Here’s one of several shows that failed to find an audience on Broadway after mixed reviews and a pandemic-induced hiatus. Now, after a run in Manchester and what seems like an inordinately long preview period, London is finally saying ‘Helloooo’ to the musical adaptation of the Robin Williams film.

The critics have been much kinder to Mrs. Doubtfire over here and I’m happy to join the ranks of those singing its praises. Maybe it was just a case of bad timing when it played New York. Maybe that Manchester stint and longer-than-usual preview window have given producers time to fix whatever the NYC scribes felt was lacking.

Gabriel Vick in Mrs.
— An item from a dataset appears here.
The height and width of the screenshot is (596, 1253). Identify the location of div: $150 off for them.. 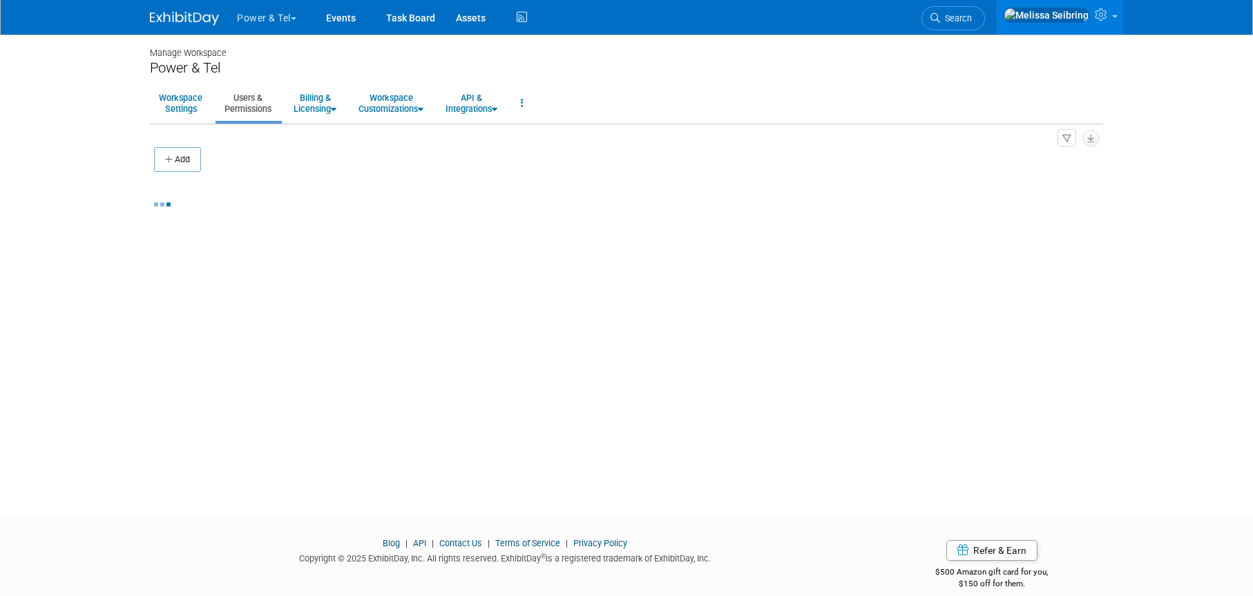
(992, 584).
Doubtfire (Image: Manuel Harlan)
Gabriel Vick (c) and cast in Mrs. Doubtfire (Image: Manuel Harlan)

Either way, all my doubts about Doubtfire (I mean, just how many more musicalisations of movies do we need?) were dispelled as soon as Gabriel Vick as Daniel Hillard opened his mouth to impersonate everyone from Homer Simpson to Prince Charles via his son Harry and a bawling baby. Then not long after he got into drag to play the titular frumpy nanny, I’d put Williams to the very back of my mind.
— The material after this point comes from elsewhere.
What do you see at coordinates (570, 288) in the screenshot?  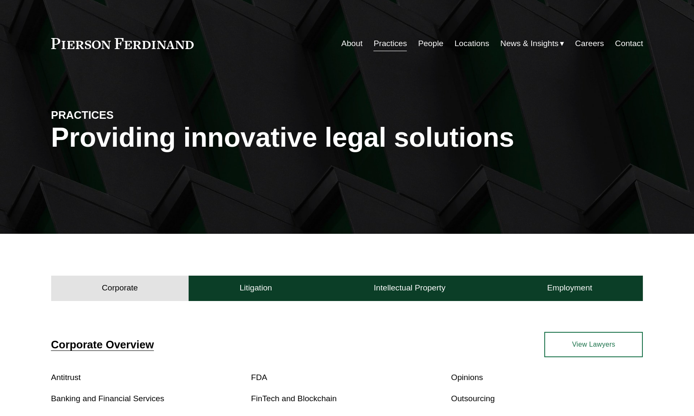 I see `h4: Employment` at bounding box center [570, 288].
Robin’s sensible shoes are bigs one to fill, as is his fatsuit and heaving bosom, but Vick is more than up to the task. A Brit performer with a steady but low-key track record, he seizes his chance to shine with dazzling comic aplomb and more energy than a nuclear power plant. He’s a manic man-child who you can’t help rooting for.

Samuel Edwards and Gabriel Vick in Mrs. Doubtfire
Samuel Edwards and Gabriel Vick in Mrs. Doubtfire (Image: Manuel Harlan)

You probably already know the story but just in case you don’t: Daniel is a voiceover artist in San Fransisco who can’t hold down a job and whose kiddish ways are driving his wife Miranda to distraction. He’s a devoted dad to his three children but Miranda wants a divorce and he’s only allowed joint custody if he can find a good home and a steady job. Thus he ends up impersonating a Scottish nanny to inveigle his way back into his children’s lives.

There are life lessons along the way, of course, but John O’Farrell’s book mostly keeps the schmaltz at bay. It’s a brisk farce (the couple are divorced by the end of the opening number) featuring one hilarious scene after another and the music is almost incidental.

Gabriel Vick in Mrs. Doubtfire (Image: Manuel Harlan)
Gabriel Vick in Mrs. Doubtfire (Image: Manuel Harlan)

There are some fun songs, though. ‘Make Me A Woman’ is a transformational disco anthem that could be an alternate Drag Race theme. There’s a deliriously daft kitchen-set number about spatchcock cooking. Laura Tebbutt’s Miranda belts out a couple of ballads. And ‘Big Fat No’ is the ultimate put-down as Daniel-as-Doubtfire tells his ex-wife’s beefy new beau (Samuel Edwards with biceps bigger than his head) that she’s just not into him.

Even funnier is the number in a Spanish restaurant where a Flamenco singer wails about decepción whilst it’s going on around her on many layers at once. Like the show itself, it’s not subtle but it’s ingeniously done.

Mrs. Doubtfire is at the Shaftesbury Theatre, London. Get tickets here.